I recently graduated from college. Yes, the class of 2020 and all that.
It was not how I expected my senior year to go, let alone my graduation ceremony. Still, there have been some surprisingly good parts to it. I graduated from Kalamazoo College in Michigan, but I moved back home to finish up here in quarantine. A quarter of online classes, with no cafès to escape to and counting on spotty wifi, was hard, but being back in Maine had its upsides.
Like seeing winter turn to spring in Maine for the first time in five years, eating more take-out than usual to support the local economy, or focusing more on hobbies. The graduation ceremony cannot replace walking across the stage with all my classmates, but it was wonderful in its own way, with my family sitting in the backyard, cheering through their masks. This might be surprising, but what I really missed that day was not my friends or professors or the college campus, but my grandparents. All of my grandparents passed away before they could witness my graduation.
My maternal grandfather passed away during my freshman year of college, and my paternal grandfather in my junior year. My maternal grandmother passed away when I was 15, and my paternal grandmother when I was two. Though I knew each one in different capacities, they were with me every step of the way during college.
My academic focuses were motivated and inspired by their lives, their characters, and the questions about them and their experiences that had been left with me. From Nona, I inherited a desire to understand the world and all its people, leading me to major in anthropology. From Grampa, I inherited an enjoyment of the walks across campus, admittedly often hurried, a breath of nature and fresh air. From Opa, I inherited a profound desire to improve my German, and I was lucky enough to be able to use it with him in his last years. From Oma, I inherited the story of flight, that I recalled as I studied current refugee groups and the international laws that were established after her story.
In each of my classes, each of my conversations, each corner of campus, I felt the inherited stories and lives of my grandparents that motived me and pushed me to find out more.
In some ways, my path of study was a selfish one, inspired by the stories of my ancestors, and necessary to satisfy the questions that have swirled around me as I grew up. If it was selfish, it was worth it, because it was for my grandparents and everything that I have inherited from them.
Though I am incredibly sad that none of them witnessed my graduation, they are wholly entangled in my degrees and success. Without this inheritance, I would not have accomplished everything I did in the last four years.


→ **REQUIRED WORK**:
How many of the lines in the material below contain the word "MMEF"? Give the number alone.

→ **ENTRIES PROVIDED**:
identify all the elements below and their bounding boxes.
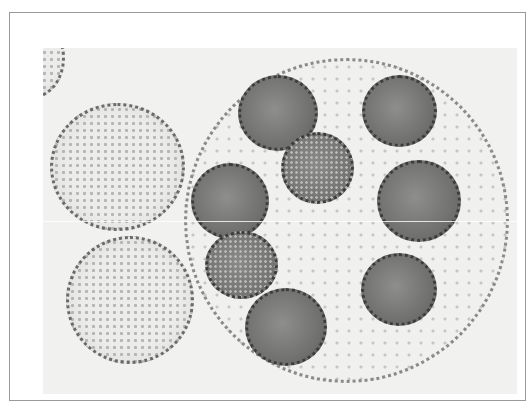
image-frame [9,12,526,401]
daughter-colony [377,160,461,242]
scan-artifact-line [43,221,517,222]
daughter-colony [361,253,437,326]
daughter-colony [362,75,437,147]
daughter-colony [281,132,354,204]
small-colony-upper [50,103,185,231]
daughter-colony [205,231,278,299]
daughter-colony [245,288,327,366]
partial-colony [43,48,65,98]
small-colony-lower [66,236,194,364]
daughter-colony [191,163,269,239]
micrograph-photo [43,48,517,394]
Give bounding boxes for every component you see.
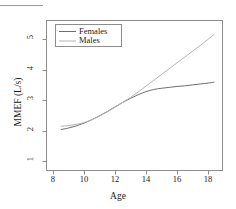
x-tick-label: 10 (74, 174, 94, 184)
y-tick-label: 2 (25, 122, 35, 136)
y-tick-label: 1 (25, 152, 35, 166)
axis-ticks (43, 40, 209, 175)
series-line-males (61, 34, 215, 126)
x-tick-label: 16 (167, 174, 187, 184)
data-series-group (61, 34, 215, 129)
legend-label-females: Females (79, 26, 107, 36)
y-axis-title: MMEF (L/s) (13, 62, 23, 142)
x-tick-label: 18 (198, 174, 218, 184)
line-chart: MMEF (L/s) Age 81012141618 12345 Females… (0, 0, 236, 209)
y-tick-label: 4 (25, 61, 35, 75)
figure-container: MMEF (L/s) Age 81012141618 12345 Females… (0, 0, 236, 209)
x-tick-label: 12 (105, 174, 125, 184)
legend-label-males: Males (79, 35, 100, 45)
x-tick-label: 14 (136, 174, 156, 184)
x-axis-title: Age (0, 191, 236, 201)
x-tick-label: 8 (43, 174, 63, 184)
y-tick-label: 3 (25, 91, 35, 105)
y-tick-label: 5 (25, 30, 35, 44)
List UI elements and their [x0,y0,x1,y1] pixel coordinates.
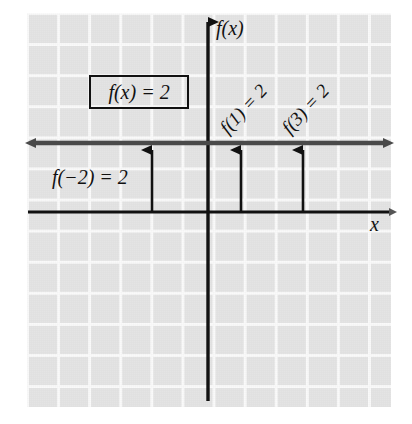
boxed-equation-label: f(x) = 2 [89,75,189,109]
x-axis-label: x [370,214,379,234]
paper-grain-texture [27,13,391,407]
annotation-label-f-neg2: f(−2) = 2 [52,167,128,187]
y-axis-label: f(x) [216,18,244,38]
function-graph-figure: f(x) x f(x) = 2 f(−2) = 2 f(1) = 2 f(3) … [0,0,412,424]
plot-grid-area [27,13,391,407]
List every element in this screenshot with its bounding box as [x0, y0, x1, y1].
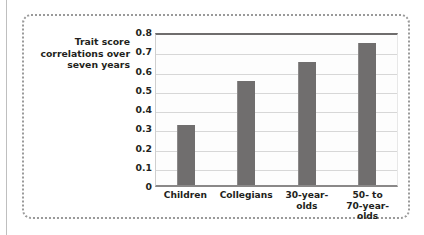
x-axis-category-label-line: 50- to — [337, 190, 398, 201]
y-axis-tick-label: 0.1 — [136, 163, 152, 172]
x-axis-category-label: Collegians — [216, 190, 277, 222]
y-axis-tick-label: 0.4 — [136, 105, 152, 114]
bar — [298, 62, 316, 185]
bar — [237, 81, 255, 185]
y-axis-caption: Trait scorecorrelations overseven years — [30, 36, 130, 71]
y-axis-caption-line: correlations over — [30, 48, 130, 60]
x-axis-category-label: 50- to70-year-olds — [337, 190, 398, 222]
bar-series — [156, 35, 397, 185]
bar — [177, 125, 195, 185]
x-axis-category-label-line: 70-year-olds — [337, 201, 398, 222]
y-axis-tick-label: 0.3 — [136, 125, 152, 134]
x-axis-category-label-line: olds — [277, 201, 338, 212]
x-axis-category-label: Children — [155, 190, 216, 222]
y-axis-tick-labels: 00.10.20.30.40.50.60.70.8 — [126, 35, 152, 187]
y-axis-caption-line: seven years — [30, 59, 130, 71]
bar-slot — [156, 35, 216, 185]
y-axis-tick-label: 0 — [146, 182, 152, 191]
bar-slot — [216, 35, 276, 185]
y-axis-tick-label: 0.8 — [136, 28, 152, 37]
x-axis-category-label: 30-year-olds — [277, 190, 338, 222]
y-axis-tick-label: 0.5 — [136, 86, 152, 95]
plot-area — [155, 33, 398, 187]
bar — [358, 43, 376, 185]
page-margin-rule — [6, 0, 7, 235]
x-axis-category-labels: ChildrenCollegians30-year-olds50- to70-y… — [155, 190, 398, 222]
y-axis-tick-label: 0.2 — [136, 144, 152, 153]
x-axis-category-label-line: Children — [155, 190, 216, 201]
y-axis-tick-label: 0.6 — [136, 67, 152, 76]
x-axis-category-label-line: Collegians — [216, 190, 277, 201]
y-axis-caption-line: Trait score — [30, 36, 130, 48]
y-axis-tick-label: 0.7 — [136, 48, 152, 57]
bar-slot — [277, 35, 337, 185]
x-axis-category-label-line: 30-year- — [277, 190, 338, 201]
bar-slot — [337, 35, 397, 185]
bar-chart-figure: Trait scorecorrelations overseven years … — [22, 14, 410, 219]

→ **RESULT BELOW**:
3